What is worse than to fear living on your own planet?
Like a raging fever, the wish to leave your skin.
What will they call the passport that one day
allows us to leave our ugly Earth?
And won’t we have ruined
the galaxy by then, too?
What is worse than to fear living on your own planet?
Like a raging fever, the wish to leave your skin.
What will they call the passport that one day
allows us to leave our ugly Earth?
And won’t we have ruined
the galaxy by then, too?
The improbable brotherhood:
I couldn’t have guessed
they would take me in
and I would take them with me when I left,
their hearts too big,
the creaking stair,
the one with his love written bold upon his face.
We used to lay scalloped on the couch,
our heads at each end and our feet wedged underneath each other,
it was too sweet, it was too tender to last.
The clogged drain and the always-chance,
that a lonely silhouette would show up in your door frame
for a good night kiss.
I wanted it to be the unforbidden kind of love
but it was too rich,
it had a life of its own and it lived under the staircase.
Her son, the eternal child,
pacing the kitchen,
unsure of his role in the holiday dinner.
He loves music, skiing, YouTube,
porn, if he thinks no one’s looking.
She knows him deeper,
loves him without any shred of disgust,
has never once recoiled from the lopsided smile,
the rare attempt at touch.
Her husband, he fled,
remarried, got two majestic cats,
moved down south and
watches the turtles with his heels in the sand.
Are we settled or settling?
Are we too young for such comfort?
Will you line dry my purple sweater
when you do our laundry that week?
Will you ever remember
not to blow your nose in the shower
when I’m brushing my teeth?
Will we open a joint account
or take turns buying hand soap?
Do you ever even use hand soap?
How can our love to be this broken-in,
and the sex still be as good as it is?
I fucking love you.
I can see he was brilliant,
but now he is waist deep,
in a putty that’s pulling him deeper each year.
His fingers quiver when he draws or types,
and he sighs, shakes his head in anger
at someone;
isn’t blame, after all, the name of the game?
When he hands down his kingdom,
what he will best have taught me
is political, visceral,
equal parts earth and sky,
how to be the jester,
the king, and the army,
how to plug the hole in the boat
with a rolled up white lie.
When did it get so hard to tell
the snow from the cigarette ashes?
The dogs are wearing raincoats
and Victorian-style strollers are laughing at my paycheck.
It’s uniforms for the little girls
showing too much prepubescent thigh,
the street meat’s gourmet
and there’s no Duane Reade in sight.
The doormen wash their sacred plot of sidewalk,
take pride in polishing the brass rods of the awning,
dog walkers pulled to and fro by five, six, seven, ten dogs
hooked to their belt loops.
All of us looking at each other, knowing we don’t belong.
My parents’ house
where my parents live
with my parents’ dog
and my parents’ car,
only 50 miles away,
from here where I stand on a street corner
eating Didion’s peach,
taking long strides down the avenue,
admiring the taper of my calves,
memorizing the heft of the apartment door
and the spitting sizzle of the radiator,
feeling awfully disloyal
to the house and the dog and the car
that I used to call mine
until one sudden day when I decided
we no longer belonged to each other.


**ACTION ITEM**: Leaving every picture out, repeat all of the entries below exactly.

**SOURCE DATA**:
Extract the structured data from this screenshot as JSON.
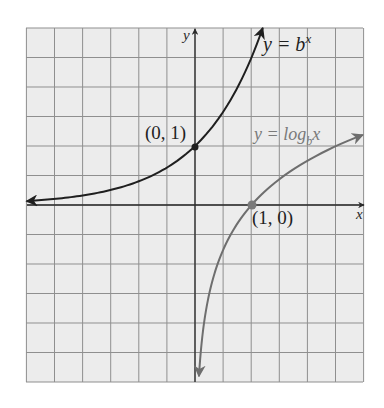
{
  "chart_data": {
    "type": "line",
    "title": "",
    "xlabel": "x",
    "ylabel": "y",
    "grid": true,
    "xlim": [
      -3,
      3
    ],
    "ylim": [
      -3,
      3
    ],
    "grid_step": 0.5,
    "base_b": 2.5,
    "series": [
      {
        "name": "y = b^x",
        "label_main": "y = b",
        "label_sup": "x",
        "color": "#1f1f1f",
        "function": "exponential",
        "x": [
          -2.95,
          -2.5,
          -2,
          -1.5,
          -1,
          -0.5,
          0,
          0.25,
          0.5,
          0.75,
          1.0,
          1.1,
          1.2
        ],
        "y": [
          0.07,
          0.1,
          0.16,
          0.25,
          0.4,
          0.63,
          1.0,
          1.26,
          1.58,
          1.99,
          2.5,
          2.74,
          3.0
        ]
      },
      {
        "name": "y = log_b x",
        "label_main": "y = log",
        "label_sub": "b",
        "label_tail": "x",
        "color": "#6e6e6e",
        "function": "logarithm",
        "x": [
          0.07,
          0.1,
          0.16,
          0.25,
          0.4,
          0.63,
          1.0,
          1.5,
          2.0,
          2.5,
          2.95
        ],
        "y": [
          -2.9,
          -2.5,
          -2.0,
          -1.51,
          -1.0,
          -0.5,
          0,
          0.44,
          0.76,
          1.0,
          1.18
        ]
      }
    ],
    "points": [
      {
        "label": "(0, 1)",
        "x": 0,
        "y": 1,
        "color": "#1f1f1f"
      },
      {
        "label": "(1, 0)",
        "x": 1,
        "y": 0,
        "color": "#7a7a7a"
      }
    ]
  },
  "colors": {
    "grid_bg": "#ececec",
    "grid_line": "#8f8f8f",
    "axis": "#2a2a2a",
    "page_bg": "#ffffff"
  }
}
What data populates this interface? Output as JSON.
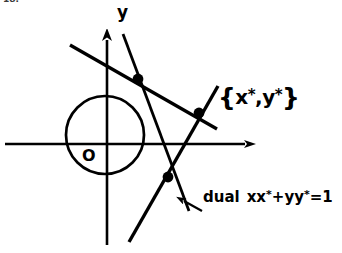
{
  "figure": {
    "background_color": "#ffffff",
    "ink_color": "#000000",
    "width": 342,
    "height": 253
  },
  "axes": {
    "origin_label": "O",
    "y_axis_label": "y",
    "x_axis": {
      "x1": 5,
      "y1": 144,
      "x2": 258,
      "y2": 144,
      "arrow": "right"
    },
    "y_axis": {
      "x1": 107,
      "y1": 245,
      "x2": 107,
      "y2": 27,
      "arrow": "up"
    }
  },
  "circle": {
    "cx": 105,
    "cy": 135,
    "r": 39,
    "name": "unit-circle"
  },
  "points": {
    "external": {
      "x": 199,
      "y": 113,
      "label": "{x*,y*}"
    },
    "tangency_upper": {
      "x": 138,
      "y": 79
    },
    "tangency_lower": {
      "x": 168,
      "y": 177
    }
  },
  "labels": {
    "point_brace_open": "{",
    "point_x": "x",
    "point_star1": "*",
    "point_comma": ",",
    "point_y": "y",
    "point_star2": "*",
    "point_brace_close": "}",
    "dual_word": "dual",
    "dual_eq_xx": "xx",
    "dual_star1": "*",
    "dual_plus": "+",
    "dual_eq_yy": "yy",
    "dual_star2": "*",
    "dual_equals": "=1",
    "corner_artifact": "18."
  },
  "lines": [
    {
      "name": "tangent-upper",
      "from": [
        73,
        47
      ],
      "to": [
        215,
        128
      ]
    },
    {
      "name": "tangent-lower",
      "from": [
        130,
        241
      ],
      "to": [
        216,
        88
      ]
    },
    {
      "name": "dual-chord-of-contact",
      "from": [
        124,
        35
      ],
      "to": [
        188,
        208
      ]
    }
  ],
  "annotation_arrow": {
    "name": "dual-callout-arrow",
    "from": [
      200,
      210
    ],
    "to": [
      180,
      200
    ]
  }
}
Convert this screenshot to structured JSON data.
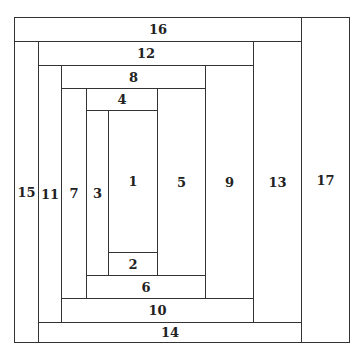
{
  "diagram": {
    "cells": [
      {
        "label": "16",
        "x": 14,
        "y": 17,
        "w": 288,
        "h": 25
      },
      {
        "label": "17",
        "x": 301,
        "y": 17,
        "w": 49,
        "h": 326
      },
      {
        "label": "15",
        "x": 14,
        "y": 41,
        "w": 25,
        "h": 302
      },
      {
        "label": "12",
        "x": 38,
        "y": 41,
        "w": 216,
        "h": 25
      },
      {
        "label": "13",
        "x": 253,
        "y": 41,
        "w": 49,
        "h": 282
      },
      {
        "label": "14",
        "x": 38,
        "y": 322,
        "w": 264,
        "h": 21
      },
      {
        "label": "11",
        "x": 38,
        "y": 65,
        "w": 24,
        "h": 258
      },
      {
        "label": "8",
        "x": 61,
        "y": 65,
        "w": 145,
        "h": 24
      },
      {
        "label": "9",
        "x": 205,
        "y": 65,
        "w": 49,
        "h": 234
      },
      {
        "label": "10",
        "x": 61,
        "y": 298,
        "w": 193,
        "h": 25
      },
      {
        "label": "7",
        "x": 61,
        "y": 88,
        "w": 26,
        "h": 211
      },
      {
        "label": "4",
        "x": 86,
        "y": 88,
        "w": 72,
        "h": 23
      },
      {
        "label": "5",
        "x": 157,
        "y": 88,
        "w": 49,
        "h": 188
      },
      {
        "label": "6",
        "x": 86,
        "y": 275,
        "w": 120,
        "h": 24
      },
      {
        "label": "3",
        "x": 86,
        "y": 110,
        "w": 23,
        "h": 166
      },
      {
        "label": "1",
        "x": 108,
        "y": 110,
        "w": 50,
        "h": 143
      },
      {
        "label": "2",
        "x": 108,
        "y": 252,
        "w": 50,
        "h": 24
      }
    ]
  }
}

**RESULT**:
Extract the structured data from this screenshot as JSON.
{
  "chart_data": {
    "type": "line",
    "title": "",
    "xlabel": "x",
    "ylabel": "y",
    "grid": true,
    "xlim": [
      -3,
      3
    ],
    "ylim": [
      -3,
      3
    ],
    "grid_step": 0.5,
    "base_b": 2.5,
    "series": [
      {
        "name": "y = b^x",
        "label_main": "y = b",
        "label_sup": "x",
        "color": "#1f1f1f",
        "function": "exponential",
        "x": [
          -2.95,
          -2.5,
          -2,
          -1.5,
          -1,
          -0.5,
          0,
          0.25,
          0.5,
          0.75,
          1.0,
          1.1,
          1.2
        ],
        "y": [
          0.07,
          0.1,
          0.16,
          0.25,
          0.4,
          0.63,
          1.0,
          1.26,
          1.58,
          1.99,
          2.5,
          2.74,
          3.0
        ]
      },
      {
        "name": "y = log_b x",
        "label_main": "y = log",
        "label_sub": "b",
        "label_tail": "x",
        "color": "#6e6e6e",
        "function": "logarithm",
        "x": [
          0.07,
          0.1,
          0.16,
          0.25,
          0.4,
          0.63,
          1.0,
          1.5,
          2.0,
          2.5,
          2.95
        ],
        "y": [
          -2.9,
          -2.5,
          -2.0,
          -1.51,
          -1.0,
          -0.5,
          0,
          0.44,
          0.76,
          1.0,
          1.18
        ]
      }
    ],
    "points": [
      {
        "label": "(0, 1)",
        "x": 0,
        "y": 1,
        "color": "#1f1f1f"
      },
      {
        "label": "(1, 0)",
        "x": 1,
        "y": 0,
        "color": "#7a7a7a"
      }
    ]
  },
  "colors": {
    "grid_bg": "#ececec",
    "grid_line": "#8f8f8f",
    "axis": "#2a2a2a",
    "page_bg": "#ffffff"
  }
}
What data populates this interface? Output as JSON.
{
  "figure": {
    "background_color": "#ffffff",
    "ink_color": "#000000",
    "width": 342,
    "height": 253
  },
  "axes": {
    "origin_label": "O",
    "y_axis_label": "y",
    "x_axis": {
      "x1": 5,
      "y1": 144,
      "x2": 258,
      "y2": 144,
      "arrow": "right"
    },
    "y_axis": {
      "x1": 107,
      "y1": 245,
      "x2": 107,
      "y2": 27,
      "arrow": "up"
    }
  },
  "circle": {
    "cx": 105,
    "cy": 135,
    "r": 39,
    "name": "unit-circle"
  },
  "points": {
    "external": {
      "x": 199,
      "y": 113,
      "label": "{x*,y*}"
    },
    "tangency_upper": {
      "x": 138,
      "y": 79
    },
    "tangency_lower": {
      "x": 168,
      "y": 177
    }
  },
  "labels": {
    "point_brace_open": "{",
    "point_x": "x",
    "point_star1": "*",
    "point_comma": ",",
    "point_y": "y",
    "point_star2": "*",
    "point_brace_close": "}",
    "dual_word": "dual",
    "dual_eq_xx": "xx",
    "dual_star1": "*",
    "dual_plus": "+",
    "dual_eq_yy": "yy",
    "dual_star2": "*",
    "dual_equals": "=1",
    "corner_artifact": "18."
  },
  "lines": [
    {
      "name": "tangent-upper",
      "from": [
        73,
        47
      ],
      "to": [
        215,
        128
      ]
    },
    {
      "name": "tangent-lower",
      "from": [
        130,
        241
      ],
      "to": [
        216,
        88
      ]
    },
    {
      "name": "dual-chord-of-contact",
      "from": [
        124,
        35
      ],
      "to": [
        188,
        208
      ]
    }
  ],
  "annotation_arrow": {
    "name": "dual-callout-arrow",
    "from": [
      200,
      210
    ],
    "to": [
      180,
      200
    ]
  }
}
Convert this screenshot to structured JSON data.
{
  "diagram": {
    "cells": [
      {
        "label": "16",
        "x": 14,
        "y": 17,
        "w": 288,
        "h": 25
      },
      {
        "label": "17",
        "x": 301,
        "y": 17,
        "w": 49,
        "h": 326
      },
      {
        "label": "15",
        "x": 14,
        "y": 41,
        "w": 25,
        "h": 302
      },
      {
        "label": "12",
        "x": 38,
        "y": 41,
        "w": 216,
        "h": 25
      },
      {
        "label": "13",
        "x": 253,
        "y": 41,
        "w": 49,
        "h": 282
      },
      {
        "label": "14",
        "x": 38,
        "y": 322,
        "w": 264,
        "h": 21
      },
      {
        "label": "11",
        "x": 38,
        "y": 65,
        "w": 24,
        "h": 258
      },
      {
        "label": "8",
        "x": 61,
        "y": 65,
        "w": 145,
        "h": 24
      },
      {
        "label": "9",
        "x": 205,
        "y": 65,
        "w": 49,
        "h": 234
      },
      {
        "label": "10",
        "x": 61,
        "y": 298,
        "w": 193,
        "h": 25
      },
      {
        "label": "7",
        "x": 61,
        "y": 88,
        "w": 26,
        "h": 211
      },
      {
        "label": "4",
        "x": 86,
        "y": 88,
        "w": 72,
        "h": 23
      },
      {
        "label": "5",
        "x": 157,
        "y": 88,
        "w": 49,
        "h": 188
      },
      {
        "label": "6",
        "x": 86,
        "y": 275,
        "w": 120,
        "h": 24
      },
      {
        "label": "3",
        "x": 86,
        "y": 110,
        "w": 23,
        "h": 166
      },
      {
        "label": "1",
        "x": 108,
        "y": 110,
        "w": 50,
        "h": 143
      },
      {
        "label": "2",
        "x": 108,
        "y": 252,
        "w": 50,
        "h": 24
      }
    ]
  }
}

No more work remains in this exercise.